Friday, December 9, 2011

Episode 78.5 - Green Zone Review 7/10

Green Zone - 2010 - Paul Greengrass

OK, so let’s get one thing straight, right quick, about Green Zone. It is NOT based on a true story. This story is fictional. It was inspired by a non-fiction book about the changing of power in Iraq’s political system, not about WMD. This movie WISHES it could be based on a true story. It definitely ACTS like it’s based on a true story and for that, this movie is dangerous; it’s the kind of anti-government, anti-bureaucracy propaganda that pushes off its ideas by making you think “yeah, I bet that COULD have happened.” News flash: It didn’t. Please remember that.

Disclaimer aside, Green Zone was actually a pretty entertaining movie with a fantastic plot minus a lot of “conveniences of inconvenience.” We know how much I love those things. Like a Michael Moore documentary, much of the intrigue and suspense and frustration with the turn of events of this movie come from the fact that you don’t have all the information; you are purposefully left without all of the information. It’s lost in system somewhere like a sock in the bureaucratic dryer.

Played by “poster child for American soldiers for some reason” Matt Damon, Roy Miller is in charge of the group playing “Where’s Weaponized Waldo” with Weapons of Mass Destruction in Iraq. Completing three raids in a row on abandoned warehouses that were allegedly home to weapon caches but instead filled with pigeon shit and broken dreams, Miller starts to question to source of the intelligence that is sending him around on a wild goose chase. In discovering more about the truth behind the source and the intelligence, he unravels a government conspiracy and yadda yadda yadda, you’ve seen this before.

I’ve never understood the appeal of anti-war messages shown through the stories of the brave men and women who fight for our country, perform some incredibly courageous and noble act or die honorably only so the movie can turn around, slap them in the face and say “but if our government weren’t so fucking sleazy, this wouldn’t have had to happen.” (See Every War/Anti-War Movie Released in 2007 and Beyond) Seems to be kind of a dick move if you ask me, and Green Zone REALLY pushes that to the limit to almost the point where it was offensive. I expect this kind of shit in 24 but to have a bunch of soldiers show up for no reason and with no explanation and take away your key witness just as you make a deal that would have ended the movie but instead want to showcase the flaws in our military system, that’s just uncalled for.

I’m sorry, I liked watching this movie. The action was really good. If it didn’t shove so much left-wing nonsense in your face, I could have easily fallen in love with the story, but I just can’t respect a movie like this. Even the characters looked shifty constantly asking “whose side are you on” which made me just want to punch them in the face and say “America’s side, dickbags. Whose side are YOU on?”

I’m complaining a lot about the story and the message here, but really, that’s why this movie was made. There’s no question. Like I said, it acts like it could have been based off a true story. Liberal activists will gleefully ignore the fact that it wasn’t and let it fuel their anger towards intelligence organizations while conservatives will dance in their underwear around a bonfire of Iraqi terrorist bodies singing “Burn, Baby Burn” and the brave soldiers will be left in the dust of the Middle East discussing amongst themselves whether or not they’re going to return home branded as heroes or as murderers. Let’s just not play this game anymore, shall we? We don’t need movies like this pretending like they are giving a fair perspective of this war just to confuse the masses that are having enough trouble debating what it means to be Red or Blue; I’d much prefer we cut the clutter and remember what it means to be Red, White AND Blue. There’s less hypocrisy and it lets me be proud of stories like Green Zone instead of immediately see it for the attack it is on the “evil organizations that are only looking to satisfy their own agendas," which nobody is willing to admit includes “not letting a single terrorist attack hit our states since 2001.”

Green Zone is getting 7 dustbusters out of 10 from me. It loses 3 for taking a great story and being a dick with it and having villain characters whose bastardisms have no logic behind them except to make you feel even more negatively towards those people who are organizing things out there.

I anxiously await the days when we take pride in what we actually have accomplished here, but that will have to wait for a decade or so when these moments are remembered in middle school American History classes as “the final unit before the end of the school year,” granted the teacher doesn’t spend so much time on other iconic wars (like the one where we killed each other for equality or the one that ended with us blowing up a ton of Japanese people in the original “Shock and Awe Campaign”) that there just isn’t enough time to really get through these chapters in the textbook.

Oh well, so sad, just pop on a movie instead to wrap up the school year quietly. You’ll want a cartoon, right? Might I recommend Grave of the Fireflies?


What is needed → Would you reproduce every record exactly, leaving out the pictures?

^^^^^^^^^^^^^^^^

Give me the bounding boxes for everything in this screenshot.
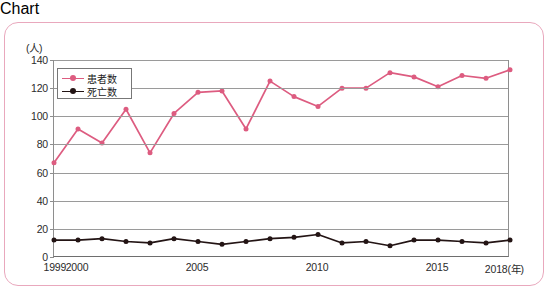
x-axis-tick-label: 1999 [44, 261, 67, 273]
data-point [292, 235, 297, 240]
y-axis-tick-label: 120 [6, 82, 48, 94]
data-point [76, 126, 81, 131]
data-point [316, 232, 321, 237]
y-axis-tick-label: 40 [6, 195, 48, 207]
data-point [172, 111, 177, 116]
data-point [340, 240, 345, 245]
y-axis-tick-mark [50, 116, 54, 117]
x-axis-tick-label: 2018(年) [485, 261, 524, 276]
gridline [54, 201, 508, 202]
data-point [196, 239, 201, 244]
data-point [412, 74, 417, 79]
data-point [148, 240, 153, 245]
y-axis-tick-label: 140 [6, 54, 48, 66]
gridline [54, 60, 508, 61]
x-axis-tick-label: 2015 [426, 261, 449, 273]
y-axis-tick-label: 80 [6, 138, 48, 150]
data-point [484, 76, 489, 81]
data-point [124, 239, 129, 244]
data-point [148, 150, 153, 155]
data-point [220, 242, 225, 247]
data-point [460, 239, 465, 244]
series-line-死亡数 [54, 234, 510, 245]
data-point [484, 240, 489, 245]
y-axis-tick-label: 60 [6, 167, 48, 179]
data-point [508, 238, 513, 243]
y-axis-tick-mark [50, 88, 54, 89]
gridline [54, 173, 508, 174]
gridline [54, 116, 508, 117]
legend-item-patients: 患者数 [62, 72, 127, 84]
chart-legend: 患者数 死亡数 [57, 68, 132, 99]
data-point [316, 104, 321, 109]
data-point [268, 79, 273, 84]
y-axis-tick-mark [50, 60, 54, 61]
data-point [52, 160, 57, 165]
data-point [196, 90, 201, 95]
data-point [388, 243, 393, 248]
data-point [436, 238, 441, 243]
data-point [388, 70, 393, 75]
x-axis-tick-labels: 199920002005201020152018(年) [0, 261, 552, 281]
gridline [54, 229, 508, 230]
y-axis-tick-mark [50, 257, 54, 258]
y-axis-tick-labels: 020406080100120140 [4, 60, 48, 257]
chart-figure: (人) 020406080100120140 19992000200520102… [0, 18, 552, 290]
data-point [124, 107, 129, 112]
y-axis-tick-mark [50, 144, 54, 145]
data-point [220, 88, 225, 93]
legend-swatch-deaths-icon [62, 86, 84, 96]
y-axis-tick-mark [50, 173, 54, 174]
data-point [52, 238, 57, 243]
y-axis-tick-mark [50, 201, 54, 202]
data-point [412, 238, 417, 243]
legend-label-deaths: 死亡数 [87, 84, 116, 99]
data-point [268, 236, 273, 241]
legend-item-deaths: 死亡数 [62, 85, 127, 97]
data-point [460, 73, 465, 78]
gridline [54, 144, 508, 145]
data-point [364, 239, 369, 244]
x-axis-tick-label: 2010 [306, 261, 329, 273]
data-point [292, 94, 297, 99]
x-axis-tick-label: 2005 [186, 261, 209, 273]
data-point [76, 238, 81, 243]
x-axis-tick-label: 2000 [66, 261, 89, 273]
data-point [508, 67, 513, 72]
y-axis-tick-mark [50, 229, 54, 230]
y-axis-tick-label: 100 [6, 110, 48, 122]
legend-swatch-patients-icon [62, 73, 84, 83]
data-point [100, 236, 105, 241]
y-axis-unit-label: (人) [26, 40, 42, 55]
data-point [244, 126, 249, 131]
data-point [172, 236, 177, 241]
data-point [244, 239, 249, 244]
y-axis-tick-label: 20 [6, 223, 48, 235]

^^^^^^^^^^^^^^^^

Reply →
Give me the bounding boxes for everything in this screenshot.
x-axis-tick-label: 1999 [44, 261, 67, 273]
data-point [292, 235, 297, 240]
y-axis-tick-label: 120 [6, 82, 48, 94]
data-point [76, 126, 81, 131]
data-point [316, 232, 321, 237]
y-axis-tick-label: 40 [6, 195, 48, 207]
data-point [172, 111, 177, 116]
data-point [340, 240, 345, 245]
y-axis-tick-mark [50, 116, 54, 117]
x-axis-tick-label: 2018(年) [485, 261, 524, 276]
gridline [54, 201, 508, 202]
data-point [196, 239, 201, 244]
data-point [412, 74, 417, 79]
data-point [148, 240, 153, 245]
y-axis-tick-label: 140 [6, 54, 48, 66]
gridline [54, 60, 508, 61]
x-axis-tick-label: 2015 [426, 261, 449, 273]
y-axis-tick-label: 80 [6, 138, 48, 150]
data-point [484, 76, 489, 81]
data-point [124, 239, 129, 244]
data-point [148, 150, 153, 155]
data-point [220, 242, 225, 247]
data-point [460, 239, 465, 244]
series-line-死亡数 [54, 234, 510, 245]
data-point [484, 240, 489, 245]
y-axis-tick-label: 60 [6, 167, 48, 179]
data-point [508, 238, 513, 243]
y-axis-tick-mark [50, 88, 54, 89]
gridline [54, 173, 508, 174]
gridline [54, 116, 508, 117]
legend-item-patients: 患者数 [62, 72, 127, 84]
chart-legend: 患者数 死亡数 [57, 68, 132, 99]
data-point [316, 104, 321, 109]
data-point [268, 79, 273, 84]
y-axis-tick-mark [50, 60, 54, 61]
data-point [52, 160, 57, 165]
data-point [196, 90, 201, 95]
data-point [388, 243, 393, 248]
data-point [436, 238, 441, 243]
data-point [388, 70, 393, 75]
x-axis-tick-labels: 199920002005201020152018(年) [0, 261, 552, 281]
gridline [54, 229, 508, 230]
y-axis-tick-mark [50, 257, 54, 258]
y-axis-tick-labels: 020406080100120140 [4, 60, 48, 257]
chart-figure: (人) 020406080100120140 19992000200520102… [0, 18, 552, 290]
data-point [124, 107, 129, 112]
y-axis-tick-mark [50, 144, 54, 145]
data-point [220, 88, 225, 93]
legend-swatch-deaths-icon [62, 86, 84, 96]
y-axis-tick-mark [50, 173, 54, 174]
data-point [52, 238, 57, 243]
y-axis-tick-mark [50, 201, 54, 202]
data-point [412, 238, 417, 243]
legend-label-deaths: 死亡数 [87, 84, 116, 99]
data-point [268, 236, 273, 241]
legend-item-deaths: 死亡数 [62, 85, 127, 97]
data-point [460, 73, 465, 78]
gridline [54, 144, 508, 145]
data-point [364, 239, 369, 244]
x-axis-tick-label: 2010 [306, 261, 329, 273]
data-point [292, 94, 297, 99]
x-axis-tick-label: 2005 [186, 261, 209, 273]
data-point [76, 238, 81, 243]
x-axis-tick-label: 2000 [66, 261, 89, 273]
data-point [508, 67, 513, 72]
y-axis-tick-mark [50, 229, 54, 230]
y-axis-tick-label: 100 [6, 110, 48, 122]
legend-swatch-patients-icon [62, 73, 84, 83]
data-point [100, 236, 105, 241]
y-axis-unit-label: (人) [26, 40, 42, 55]
data-point [244, 126, 249, 131]
data-point [172, 236, 177, 241]
data-point [244, 239, 249, 244]
y-axis-tick-label: 20 [6, 223, 48, 235]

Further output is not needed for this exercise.